Why? I asked The Family after the concert. Perhaps because everyone was vaccinated. Vaccine coverage in Mumbai is very high, with almost everyone having received one shot, and a large fraction being fully vaccinated. The case load has not disappeared. There are between 100 and 200 new cases discovered every day. Even in our moderately large apartment complex there is a case every few weeks. But beds in COVID hospitals and ICUs in the city are now freely available. People have buckled down to work again, although there is more work-from-home than in the November of 2019. The pattern of sickness and mortality has shifted over time. The pandemic began with large risks for people above 60. Now the largest fraction of mortality is for people in their 50s. The number of children, under 10s as well as teens, infected is no longer a negligible fraction. As the pandemic comes under better control, attention has to shift to the less vulnerable population. No one is invulnerable.

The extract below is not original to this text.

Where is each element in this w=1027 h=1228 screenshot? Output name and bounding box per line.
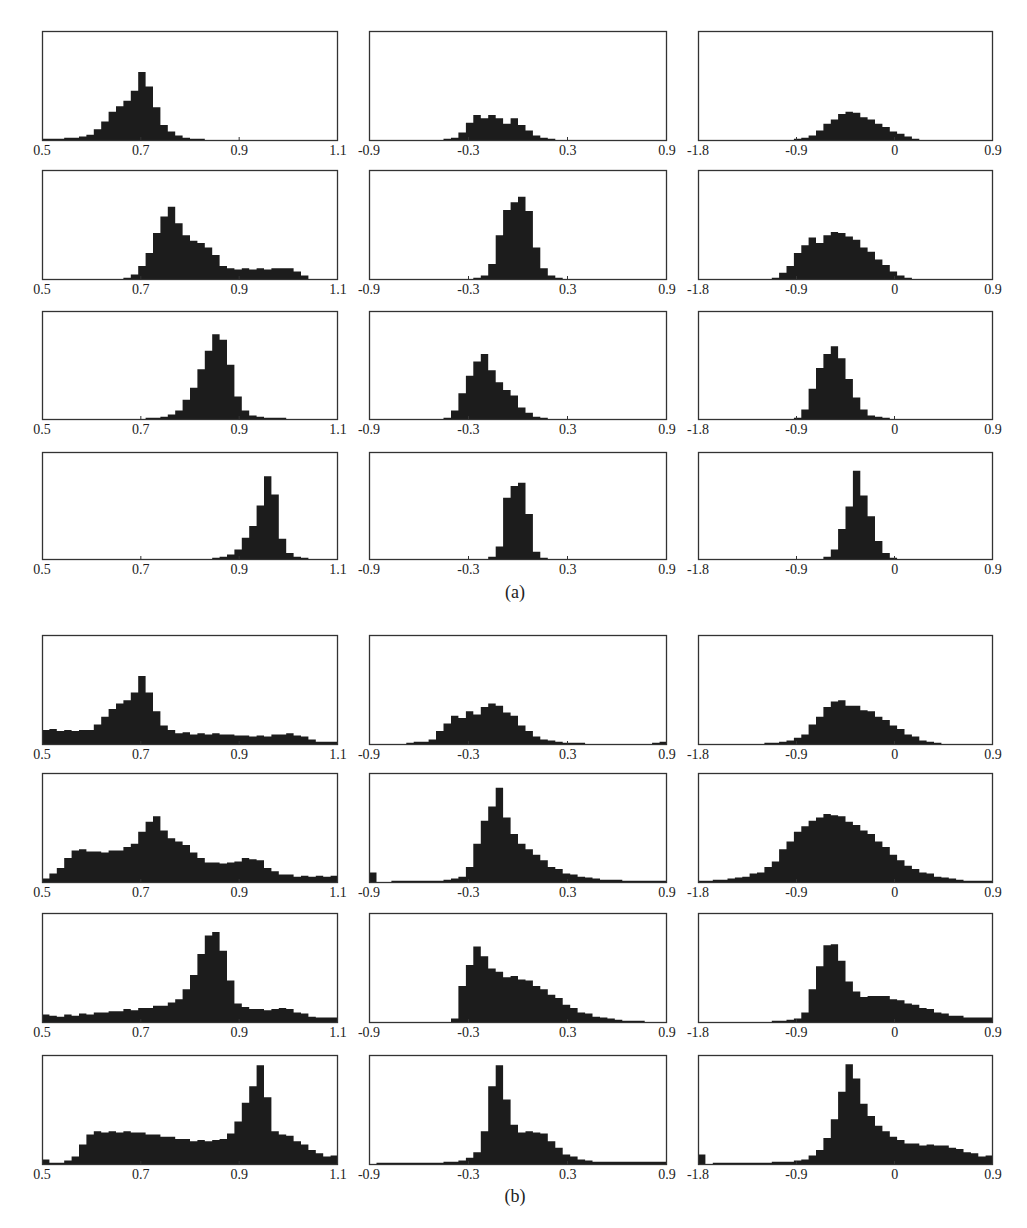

Ustad Rashid Khan has perhaps the best voice of his generation of singers. It was good to begin the season with him. We have tickets for the next couple of performances. It was interesting to find that at the end of the concert there was no crowding at the doors. People spontaneously remained in place and maintained a constant trickle at the exit. That is the kind of new normal that I would love. The initial vaccine hesitancy in certain pockets of the city was quickly overcome because all political parties supported the vaccination drive. I came across a very well-researched news story which talks of the slower spread of vaccination in villages. India’s population is immense, and even though it hits new records of the number of vaccine doses given, only about a quarter is fully vaccinated as yet. It will be a while before one can safely gather in large numbers indoors everywhere in the city.

Babool mora

Wajid Ali Shah wrote the words of the famous thumri, Babul mora, in Kolkata, after the British East India Company, then an empire in all but name, exiled him from Awadh. It has been sung by all the luminaries of classical music since. I heard Bhimsen Joshi singing it in the usual Raag Bhairavi when he was considered a future star, but since then I’ve also heard a rare recording of Ustad Faiyaz Khan singing it. The version by Kundan Lal Sehgal is so famous that Google’s AI concludes that the song is due to him. But Kishori Amonkar, Kesarbai Kerkar, Begum Akhtar, Rajan and Sajan Mishra, and even Jagjit and Chitra Singh have wonderful versions available on the net. But it is not that song of loss and parting that this post is about.

I wanted to show you a couple of varieties of babool (Acacia) among the many I saw in Bera. Babool is the typical dry land plant: often a short tree, just over three meters tall, sometimes a mere bush. Of the many that I saw, I seem to have taken many photos of the babool (Vachellia nilotica indica). That extremely widespread plant is what you see in the featured photo. The other is the white babool (Vachellia leucophloea, also called white-bark Acacia). There were numerous other plants of the Mimosacaea family, even the Acacias, but I seem to have missed photographing them. Loss and regret, just as in Wajid Ali Shah’s thumri.